Building A Simple RAG System With Fastapi (3)
The goal of this series of articles is to build a RAG system with fastapi. In the first article, I designed a fastapi application that gives users the ability to upload documents. These documents are then parsed and stored locally for later usage.
In the second article, I refactored my code to make the application stronger using defensive programming strategies. I also used the open closed principle to make sure my application can be easily extended to support new functionalities.
In this article, I will focus on adding a PostgreSQL database to my application.
But I won’t just add any basic PostgreSQL database. I want my DB to be able to store vector embeddings that I will later on use for similarity search.
Here is a basic representation of our future database schema:

Each file uploaded by the user will be indexed in the “files” table of our database. In the background, we will also add a mechanism to create text chunks from the content of each file and their corresponding embeddings. We will store these chunks in the file_chunks table of our database.
You will need to have PostgreSQL and pgvector installed on your system.
You will also need to install sqlalchemy and psycopg.
pip install sqlalchemy psycopg2 sqlalchemy-utils
Finally, since we want to store text embeddings and be able to query them and manipulate them using cosine similarity, you will need to install pgvector’s python package.
pip install pgvector
To make things a bit industrial, I decided to create a python script to handle the database creation for us. We will only need to add the necessary information in our .env file for the script to work.
Your .env file should at least look like this:
POSTGRES_USERNAME = 'your_username'
POSTGRES_PASSWORD = 'your_password'
Here is the code to create our database. It utilizes SQLAlchemy, a powerful and flexible toolkit for SQL database interaction in Python. The script starts by importing necessary modules from SQLAlchemy for database connection (create_engine
), table and column definitions (Column
, Integer
, String
, Text
, ForeignKey
), and ORM base class creation (declarative_base
). It also imports sessionmaker
for managing database sessions and text
for executing raw SQL commands.
Environment variables are loaded using dotenv
, ensuring sensitive information such as database credentials is not hard-coded into the script. These credentials—username, password, host, port, and database name—are retrieved from environment variables and used to construct the database URL. The password is URL-encoded to handle special characters.
An SQLAlchemy engine
is created with the database URL. This engine is a core component of SQLAlchemy that provides a source of database connectivity and behavior. The script checks if the database exists and, if not, creates it using database_exists
and create_database
utilities.
The database models (tables) are defined using SQLAlchemy ORM’s declarative system, where File
and FileChunk
classes represent tables in the database. The File
class defines a table for storing file information, while FileChunk
includes an additional embedding_vector
column using Vector
from pgvector.sqlalchemy
, indicating advanced vector data handling, likely for machine learning or similar applications.
A database session is created and used to execute the SQL command for enabling the vector
extension, essential for the embedding_vector
column in FileChunk
. Finally, Base.metadata.create_all(engine)
is called within a try-except block to create these tables in the database, with error handling to catch and print any issues that occur during table creation.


■ Directions ■
Whenever the string "ETHNICITY" appears in a line below, please copy the line out.

Extracts from a graphics dataset

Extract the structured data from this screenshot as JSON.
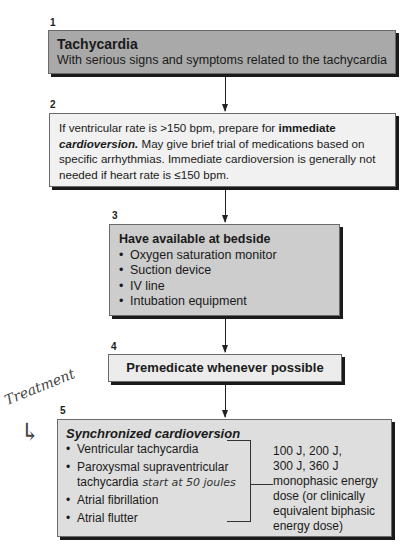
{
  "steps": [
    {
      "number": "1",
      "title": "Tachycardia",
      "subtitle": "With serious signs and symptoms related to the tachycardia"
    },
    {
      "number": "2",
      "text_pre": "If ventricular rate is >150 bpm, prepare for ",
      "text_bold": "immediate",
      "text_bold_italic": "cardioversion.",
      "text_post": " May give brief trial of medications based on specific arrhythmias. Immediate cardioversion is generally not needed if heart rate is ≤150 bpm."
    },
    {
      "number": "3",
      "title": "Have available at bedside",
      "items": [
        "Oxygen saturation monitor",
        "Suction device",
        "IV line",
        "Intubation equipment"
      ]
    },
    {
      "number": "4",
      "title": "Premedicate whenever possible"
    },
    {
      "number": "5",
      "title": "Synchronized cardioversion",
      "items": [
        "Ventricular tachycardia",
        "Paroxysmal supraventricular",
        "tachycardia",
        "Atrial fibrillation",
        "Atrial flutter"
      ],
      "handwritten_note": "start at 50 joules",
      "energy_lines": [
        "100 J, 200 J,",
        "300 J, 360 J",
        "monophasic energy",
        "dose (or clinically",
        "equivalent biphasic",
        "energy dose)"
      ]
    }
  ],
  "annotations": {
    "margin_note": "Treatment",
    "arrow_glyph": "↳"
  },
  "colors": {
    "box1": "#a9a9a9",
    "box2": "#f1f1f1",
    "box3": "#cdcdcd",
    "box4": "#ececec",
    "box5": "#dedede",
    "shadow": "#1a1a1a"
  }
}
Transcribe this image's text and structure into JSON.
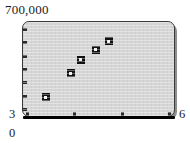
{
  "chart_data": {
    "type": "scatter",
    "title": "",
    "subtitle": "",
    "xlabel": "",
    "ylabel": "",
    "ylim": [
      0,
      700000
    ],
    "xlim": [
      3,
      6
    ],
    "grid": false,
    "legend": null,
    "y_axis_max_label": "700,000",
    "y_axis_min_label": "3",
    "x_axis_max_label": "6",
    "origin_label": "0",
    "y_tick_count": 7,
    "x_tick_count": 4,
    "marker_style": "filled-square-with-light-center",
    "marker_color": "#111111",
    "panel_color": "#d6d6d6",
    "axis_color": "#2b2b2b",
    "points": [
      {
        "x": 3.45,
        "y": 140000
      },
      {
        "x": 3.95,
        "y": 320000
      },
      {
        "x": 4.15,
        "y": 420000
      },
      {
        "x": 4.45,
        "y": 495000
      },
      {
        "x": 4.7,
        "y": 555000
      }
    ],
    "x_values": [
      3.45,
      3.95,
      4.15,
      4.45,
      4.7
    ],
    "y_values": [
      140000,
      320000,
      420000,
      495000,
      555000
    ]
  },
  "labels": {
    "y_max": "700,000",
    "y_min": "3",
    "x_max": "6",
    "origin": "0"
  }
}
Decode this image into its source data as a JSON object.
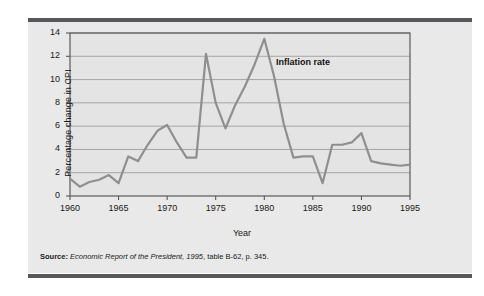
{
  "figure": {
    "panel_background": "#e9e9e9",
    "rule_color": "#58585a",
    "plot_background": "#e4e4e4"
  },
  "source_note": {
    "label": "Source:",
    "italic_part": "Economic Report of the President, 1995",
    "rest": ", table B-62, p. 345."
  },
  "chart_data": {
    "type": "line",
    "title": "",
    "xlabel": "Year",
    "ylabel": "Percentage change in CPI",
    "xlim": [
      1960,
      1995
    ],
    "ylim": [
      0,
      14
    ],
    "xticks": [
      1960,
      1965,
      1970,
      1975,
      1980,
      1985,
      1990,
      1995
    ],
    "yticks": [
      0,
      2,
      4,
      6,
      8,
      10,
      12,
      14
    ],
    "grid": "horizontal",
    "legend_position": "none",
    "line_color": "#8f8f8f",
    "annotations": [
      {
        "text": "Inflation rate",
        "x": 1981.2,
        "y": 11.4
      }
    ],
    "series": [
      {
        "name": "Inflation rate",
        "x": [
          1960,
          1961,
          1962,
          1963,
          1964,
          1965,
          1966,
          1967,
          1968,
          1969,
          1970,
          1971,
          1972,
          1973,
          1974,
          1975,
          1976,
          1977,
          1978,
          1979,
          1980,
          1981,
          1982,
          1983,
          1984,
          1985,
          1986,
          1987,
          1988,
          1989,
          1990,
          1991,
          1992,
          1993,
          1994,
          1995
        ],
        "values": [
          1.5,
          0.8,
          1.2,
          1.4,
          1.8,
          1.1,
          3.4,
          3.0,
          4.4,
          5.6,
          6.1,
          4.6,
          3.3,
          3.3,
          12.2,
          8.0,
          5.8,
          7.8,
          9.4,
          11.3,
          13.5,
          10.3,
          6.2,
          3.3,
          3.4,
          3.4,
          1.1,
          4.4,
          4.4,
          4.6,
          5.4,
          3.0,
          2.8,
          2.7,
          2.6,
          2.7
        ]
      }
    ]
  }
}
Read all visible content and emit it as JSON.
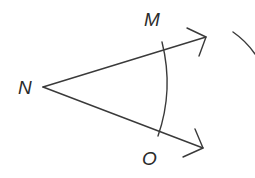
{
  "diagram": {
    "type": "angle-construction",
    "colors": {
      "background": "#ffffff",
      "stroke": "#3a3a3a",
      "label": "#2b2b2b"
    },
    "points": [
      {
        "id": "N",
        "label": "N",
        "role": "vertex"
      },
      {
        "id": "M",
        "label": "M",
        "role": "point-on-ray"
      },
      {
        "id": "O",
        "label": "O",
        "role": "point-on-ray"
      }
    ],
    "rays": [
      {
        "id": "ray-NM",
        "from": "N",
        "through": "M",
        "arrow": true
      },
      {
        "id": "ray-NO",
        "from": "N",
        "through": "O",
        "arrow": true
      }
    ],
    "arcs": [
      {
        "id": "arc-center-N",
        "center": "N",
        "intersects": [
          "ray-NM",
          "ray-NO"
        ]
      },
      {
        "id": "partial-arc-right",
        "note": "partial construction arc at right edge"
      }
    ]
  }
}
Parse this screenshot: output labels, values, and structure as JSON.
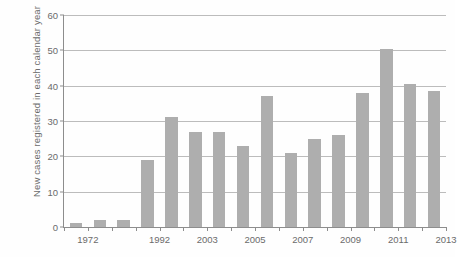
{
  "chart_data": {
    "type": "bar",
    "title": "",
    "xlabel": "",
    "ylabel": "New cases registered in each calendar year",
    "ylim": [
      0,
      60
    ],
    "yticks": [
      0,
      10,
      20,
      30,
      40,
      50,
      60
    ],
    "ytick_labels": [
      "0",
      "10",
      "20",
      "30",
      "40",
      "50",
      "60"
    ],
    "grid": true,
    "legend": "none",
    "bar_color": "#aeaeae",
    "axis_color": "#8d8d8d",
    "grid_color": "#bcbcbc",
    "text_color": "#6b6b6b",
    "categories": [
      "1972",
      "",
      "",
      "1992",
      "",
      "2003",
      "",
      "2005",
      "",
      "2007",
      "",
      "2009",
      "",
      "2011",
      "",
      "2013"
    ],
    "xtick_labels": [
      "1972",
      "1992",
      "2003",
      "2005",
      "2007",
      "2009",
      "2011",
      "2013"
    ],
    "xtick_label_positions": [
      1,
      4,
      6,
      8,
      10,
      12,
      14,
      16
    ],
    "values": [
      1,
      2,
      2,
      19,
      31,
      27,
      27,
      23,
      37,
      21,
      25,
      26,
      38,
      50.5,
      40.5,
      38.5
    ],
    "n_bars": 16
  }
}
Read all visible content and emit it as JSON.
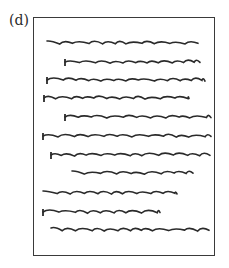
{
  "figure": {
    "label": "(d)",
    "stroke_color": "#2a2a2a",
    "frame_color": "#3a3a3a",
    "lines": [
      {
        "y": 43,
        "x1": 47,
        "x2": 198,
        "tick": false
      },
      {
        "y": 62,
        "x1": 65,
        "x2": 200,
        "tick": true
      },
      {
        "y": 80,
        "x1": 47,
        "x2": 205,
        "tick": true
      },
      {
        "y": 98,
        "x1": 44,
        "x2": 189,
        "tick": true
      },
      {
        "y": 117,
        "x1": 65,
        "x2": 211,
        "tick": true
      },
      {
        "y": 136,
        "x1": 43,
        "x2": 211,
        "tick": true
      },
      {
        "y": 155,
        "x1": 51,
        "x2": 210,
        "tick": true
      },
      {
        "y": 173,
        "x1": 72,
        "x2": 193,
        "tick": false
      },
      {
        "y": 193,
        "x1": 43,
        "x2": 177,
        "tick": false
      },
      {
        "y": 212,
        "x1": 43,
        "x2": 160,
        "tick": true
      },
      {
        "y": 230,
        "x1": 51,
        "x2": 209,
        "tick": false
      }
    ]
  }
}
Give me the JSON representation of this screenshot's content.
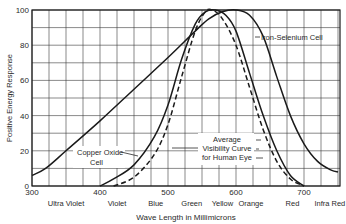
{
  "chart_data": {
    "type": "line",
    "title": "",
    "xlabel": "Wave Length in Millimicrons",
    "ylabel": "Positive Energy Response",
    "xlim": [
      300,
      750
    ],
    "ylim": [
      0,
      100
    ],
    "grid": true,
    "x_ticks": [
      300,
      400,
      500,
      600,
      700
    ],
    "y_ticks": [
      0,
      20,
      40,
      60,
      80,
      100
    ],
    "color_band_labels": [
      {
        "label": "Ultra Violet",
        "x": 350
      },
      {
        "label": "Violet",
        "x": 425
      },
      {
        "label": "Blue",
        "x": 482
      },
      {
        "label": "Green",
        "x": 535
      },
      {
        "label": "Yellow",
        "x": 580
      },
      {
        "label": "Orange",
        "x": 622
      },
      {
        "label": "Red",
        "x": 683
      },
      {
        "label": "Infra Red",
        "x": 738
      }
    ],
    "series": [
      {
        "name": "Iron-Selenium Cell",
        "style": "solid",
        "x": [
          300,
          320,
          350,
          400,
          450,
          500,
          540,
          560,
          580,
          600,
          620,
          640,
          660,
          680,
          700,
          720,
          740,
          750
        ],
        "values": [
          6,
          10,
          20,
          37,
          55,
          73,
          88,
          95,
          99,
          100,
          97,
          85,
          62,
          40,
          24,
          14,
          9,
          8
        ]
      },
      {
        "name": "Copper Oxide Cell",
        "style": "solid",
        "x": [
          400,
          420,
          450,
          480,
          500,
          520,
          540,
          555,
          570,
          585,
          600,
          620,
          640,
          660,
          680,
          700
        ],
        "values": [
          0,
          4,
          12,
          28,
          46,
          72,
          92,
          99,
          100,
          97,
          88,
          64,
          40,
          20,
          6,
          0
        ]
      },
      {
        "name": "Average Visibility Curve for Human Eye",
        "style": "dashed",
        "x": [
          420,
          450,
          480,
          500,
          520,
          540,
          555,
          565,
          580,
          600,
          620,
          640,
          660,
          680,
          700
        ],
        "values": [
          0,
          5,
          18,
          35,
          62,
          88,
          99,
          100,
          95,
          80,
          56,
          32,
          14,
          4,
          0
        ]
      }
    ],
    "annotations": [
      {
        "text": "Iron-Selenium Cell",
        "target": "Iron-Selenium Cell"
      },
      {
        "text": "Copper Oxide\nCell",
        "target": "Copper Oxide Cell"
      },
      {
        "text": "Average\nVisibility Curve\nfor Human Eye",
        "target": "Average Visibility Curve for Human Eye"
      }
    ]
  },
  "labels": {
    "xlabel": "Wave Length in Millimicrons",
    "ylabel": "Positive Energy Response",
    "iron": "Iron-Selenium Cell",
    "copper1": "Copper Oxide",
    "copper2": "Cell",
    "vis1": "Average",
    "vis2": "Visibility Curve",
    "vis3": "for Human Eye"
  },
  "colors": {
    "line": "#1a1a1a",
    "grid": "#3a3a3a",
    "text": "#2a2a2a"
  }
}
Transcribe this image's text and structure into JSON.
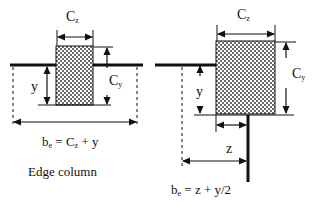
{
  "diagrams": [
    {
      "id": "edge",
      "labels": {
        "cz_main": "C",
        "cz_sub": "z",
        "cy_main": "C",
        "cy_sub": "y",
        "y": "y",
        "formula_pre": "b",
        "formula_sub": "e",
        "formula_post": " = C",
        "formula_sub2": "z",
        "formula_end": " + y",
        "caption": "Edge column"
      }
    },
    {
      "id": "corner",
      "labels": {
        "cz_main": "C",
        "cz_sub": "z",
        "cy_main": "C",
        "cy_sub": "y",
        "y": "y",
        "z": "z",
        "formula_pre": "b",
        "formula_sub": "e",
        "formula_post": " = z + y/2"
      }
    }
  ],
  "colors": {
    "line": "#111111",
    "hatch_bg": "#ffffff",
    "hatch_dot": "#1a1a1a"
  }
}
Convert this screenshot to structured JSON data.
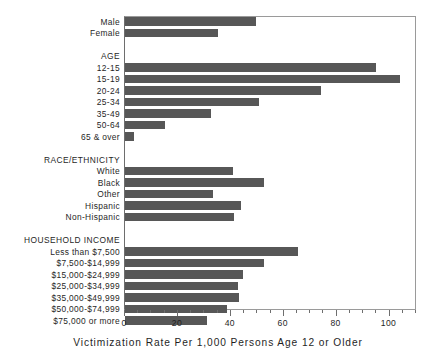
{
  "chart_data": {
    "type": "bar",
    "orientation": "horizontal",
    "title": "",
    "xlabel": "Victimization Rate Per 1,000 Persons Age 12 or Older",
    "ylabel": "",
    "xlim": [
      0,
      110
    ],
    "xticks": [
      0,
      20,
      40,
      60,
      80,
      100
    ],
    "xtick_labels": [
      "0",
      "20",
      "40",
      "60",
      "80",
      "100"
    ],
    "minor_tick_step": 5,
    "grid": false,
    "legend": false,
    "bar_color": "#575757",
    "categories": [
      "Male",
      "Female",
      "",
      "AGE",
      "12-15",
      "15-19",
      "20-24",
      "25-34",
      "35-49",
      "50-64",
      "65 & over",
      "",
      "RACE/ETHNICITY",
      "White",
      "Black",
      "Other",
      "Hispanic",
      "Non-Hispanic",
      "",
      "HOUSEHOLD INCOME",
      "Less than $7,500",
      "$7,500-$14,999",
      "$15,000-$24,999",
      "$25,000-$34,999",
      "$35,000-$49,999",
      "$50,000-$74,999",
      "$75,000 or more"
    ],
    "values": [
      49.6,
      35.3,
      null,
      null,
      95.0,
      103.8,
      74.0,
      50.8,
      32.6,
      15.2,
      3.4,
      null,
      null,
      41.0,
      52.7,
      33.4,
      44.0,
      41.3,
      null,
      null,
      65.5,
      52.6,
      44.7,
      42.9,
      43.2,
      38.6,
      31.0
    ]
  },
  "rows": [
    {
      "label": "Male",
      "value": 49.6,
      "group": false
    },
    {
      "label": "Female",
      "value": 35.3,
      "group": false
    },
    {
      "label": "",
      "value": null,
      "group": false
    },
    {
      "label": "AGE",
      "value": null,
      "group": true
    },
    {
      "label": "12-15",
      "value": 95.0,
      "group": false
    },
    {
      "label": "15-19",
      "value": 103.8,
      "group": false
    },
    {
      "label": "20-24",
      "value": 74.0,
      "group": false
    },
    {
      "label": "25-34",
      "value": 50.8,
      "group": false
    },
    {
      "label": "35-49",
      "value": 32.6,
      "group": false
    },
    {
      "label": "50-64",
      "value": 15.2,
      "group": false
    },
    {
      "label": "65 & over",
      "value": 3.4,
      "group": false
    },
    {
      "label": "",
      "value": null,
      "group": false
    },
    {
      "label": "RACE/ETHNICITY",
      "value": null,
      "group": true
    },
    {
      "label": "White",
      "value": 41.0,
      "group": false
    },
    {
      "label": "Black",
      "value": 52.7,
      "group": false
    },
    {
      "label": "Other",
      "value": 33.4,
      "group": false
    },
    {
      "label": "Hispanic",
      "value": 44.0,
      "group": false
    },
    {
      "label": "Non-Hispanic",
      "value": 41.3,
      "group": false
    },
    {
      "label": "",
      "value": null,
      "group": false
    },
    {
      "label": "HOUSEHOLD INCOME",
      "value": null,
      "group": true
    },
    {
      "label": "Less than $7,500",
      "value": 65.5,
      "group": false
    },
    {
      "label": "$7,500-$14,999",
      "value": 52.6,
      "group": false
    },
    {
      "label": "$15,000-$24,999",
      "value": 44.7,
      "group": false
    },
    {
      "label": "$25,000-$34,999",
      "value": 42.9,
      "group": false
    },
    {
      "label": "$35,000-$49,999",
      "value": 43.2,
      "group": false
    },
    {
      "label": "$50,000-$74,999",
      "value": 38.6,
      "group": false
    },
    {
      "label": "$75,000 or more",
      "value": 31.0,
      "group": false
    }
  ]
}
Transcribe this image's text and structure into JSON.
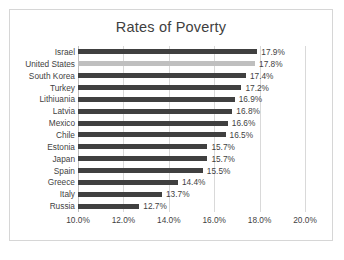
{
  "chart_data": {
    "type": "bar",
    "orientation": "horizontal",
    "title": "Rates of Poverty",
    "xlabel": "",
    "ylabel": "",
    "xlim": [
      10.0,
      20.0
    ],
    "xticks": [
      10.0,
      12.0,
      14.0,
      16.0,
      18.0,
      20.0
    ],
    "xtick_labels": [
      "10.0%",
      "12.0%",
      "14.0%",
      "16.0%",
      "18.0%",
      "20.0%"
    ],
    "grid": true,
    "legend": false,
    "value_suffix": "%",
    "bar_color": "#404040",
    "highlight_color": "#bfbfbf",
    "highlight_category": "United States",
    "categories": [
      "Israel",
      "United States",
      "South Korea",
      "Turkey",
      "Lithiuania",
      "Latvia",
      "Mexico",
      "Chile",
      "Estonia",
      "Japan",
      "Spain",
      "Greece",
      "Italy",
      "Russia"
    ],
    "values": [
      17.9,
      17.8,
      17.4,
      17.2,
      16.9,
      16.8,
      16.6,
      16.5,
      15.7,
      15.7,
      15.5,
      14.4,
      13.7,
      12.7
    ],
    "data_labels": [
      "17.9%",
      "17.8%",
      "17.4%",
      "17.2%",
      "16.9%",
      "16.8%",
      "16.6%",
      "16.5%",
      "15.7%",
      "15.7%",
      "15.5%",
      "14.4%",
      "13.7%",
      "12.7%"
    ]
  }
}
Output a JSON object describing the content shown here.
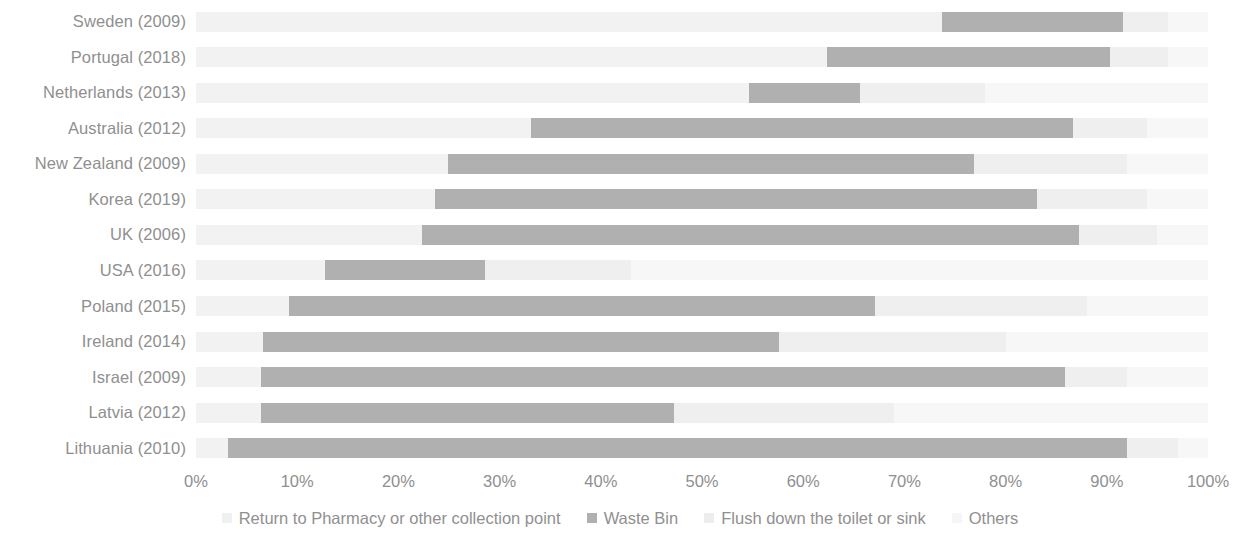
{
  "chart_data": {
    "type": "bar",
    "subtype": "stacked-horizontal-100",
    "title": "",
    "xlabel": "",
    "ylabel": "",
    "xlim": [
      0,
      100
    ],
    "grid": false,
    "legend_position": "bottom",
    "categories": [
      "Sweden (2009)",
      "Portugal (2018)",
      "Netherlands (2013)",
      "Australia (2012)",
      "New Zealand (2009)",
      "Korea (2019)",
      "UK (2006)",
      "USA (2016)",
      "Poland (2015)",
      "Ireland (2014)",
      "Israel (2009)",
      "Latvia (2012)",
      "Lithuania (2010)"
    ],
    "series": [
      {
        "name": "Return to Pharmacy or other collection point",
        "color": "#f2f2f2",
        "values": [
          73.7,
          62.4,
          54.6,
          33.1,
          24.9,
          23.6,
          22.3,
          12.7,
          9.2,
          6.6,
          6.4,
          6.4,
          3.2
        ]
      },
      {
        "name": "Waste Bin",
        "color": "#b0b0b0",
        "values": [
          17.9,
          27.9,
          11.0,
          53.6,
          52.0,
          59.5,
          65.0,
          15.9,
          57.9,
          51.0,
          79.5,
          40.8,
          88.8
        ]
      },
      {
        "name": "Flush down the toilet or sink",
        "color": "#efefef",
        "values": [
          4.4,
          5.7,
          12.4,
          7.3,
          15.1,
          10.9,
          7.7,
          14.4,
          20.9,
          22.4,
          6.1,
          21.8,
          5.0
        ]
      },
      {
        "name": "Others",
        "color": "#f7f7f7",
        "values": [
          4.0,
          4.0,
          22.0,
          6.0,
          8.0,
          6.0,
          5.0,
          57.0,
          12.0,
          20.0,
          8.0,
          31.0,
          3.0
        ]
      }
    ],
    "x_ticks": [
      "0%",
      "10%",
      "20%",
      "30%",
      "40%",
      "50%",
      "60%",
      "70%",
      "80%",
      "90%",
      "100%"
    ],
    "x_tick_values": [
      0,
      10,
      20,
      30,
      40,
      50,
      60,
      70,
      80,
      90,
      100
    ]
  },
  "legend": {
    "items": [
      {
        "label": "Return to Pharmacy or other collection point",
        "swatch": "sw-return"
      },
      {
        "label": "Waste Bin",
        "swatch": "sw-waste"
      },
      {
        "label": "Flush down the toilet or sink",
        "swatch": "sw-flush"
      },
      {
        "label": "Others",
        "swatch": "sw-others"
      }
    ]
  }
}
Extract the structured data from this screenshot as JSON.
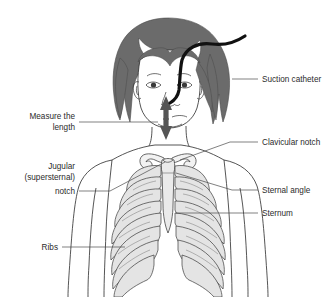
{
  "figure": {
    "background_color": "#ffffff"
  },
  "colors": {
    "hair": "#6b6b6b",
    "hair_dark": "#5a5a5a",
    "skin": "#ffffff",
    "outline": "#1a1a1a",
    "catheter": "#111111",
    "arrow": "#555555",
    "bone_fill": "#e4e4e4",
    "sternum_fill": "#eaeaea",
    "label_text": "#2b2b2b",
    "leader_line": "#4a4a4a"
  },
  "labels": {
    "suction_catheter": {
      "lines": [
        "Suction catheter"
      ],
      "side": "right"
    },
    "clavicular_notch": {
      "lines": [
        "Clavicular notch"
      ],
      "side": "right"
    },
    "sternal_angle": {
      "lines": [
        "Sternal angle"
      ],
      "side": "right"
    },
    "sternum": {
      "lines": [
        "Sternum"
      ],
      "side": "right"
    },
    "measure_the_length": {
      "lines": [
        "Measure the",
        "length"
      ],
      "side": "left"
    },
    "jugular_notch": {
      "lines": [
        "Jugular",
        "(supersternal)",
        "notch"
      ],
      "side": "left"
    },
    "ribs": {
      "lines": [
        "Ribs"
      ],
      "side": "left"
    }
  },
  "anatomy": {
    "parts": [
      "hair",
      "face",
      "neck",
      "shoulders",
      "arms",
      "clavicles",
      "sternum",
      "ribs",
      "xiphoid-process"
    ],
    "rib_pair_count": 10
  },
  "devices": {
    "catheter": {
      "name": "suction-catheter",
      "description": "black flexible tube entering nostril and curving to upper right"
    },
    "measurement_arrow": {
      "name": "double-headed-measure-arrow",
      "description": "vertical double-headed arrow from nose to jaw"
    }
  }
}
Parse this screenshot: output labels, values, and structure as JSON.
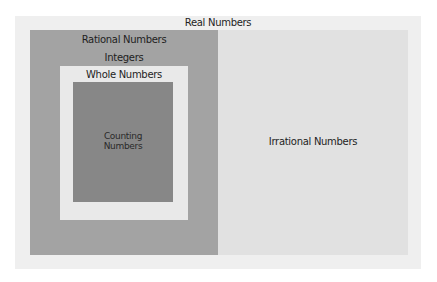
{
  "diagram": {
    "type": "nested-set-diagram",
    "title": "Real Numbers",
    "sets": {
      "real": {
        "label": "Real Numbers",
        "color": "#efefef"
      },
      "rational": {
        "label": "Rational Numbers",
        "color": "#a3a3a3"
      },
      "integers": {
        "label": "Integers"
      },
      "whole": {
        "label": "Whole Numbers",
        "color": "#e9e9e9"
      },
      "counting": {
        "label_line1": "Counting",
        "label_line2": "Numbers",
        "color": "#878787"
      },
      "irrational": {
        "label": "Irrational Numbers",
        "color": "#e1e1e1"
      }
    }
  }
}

■ Exercise answer ■
      "RACE/ETHNICITY",
      "label": "RACE/ETHNICITY",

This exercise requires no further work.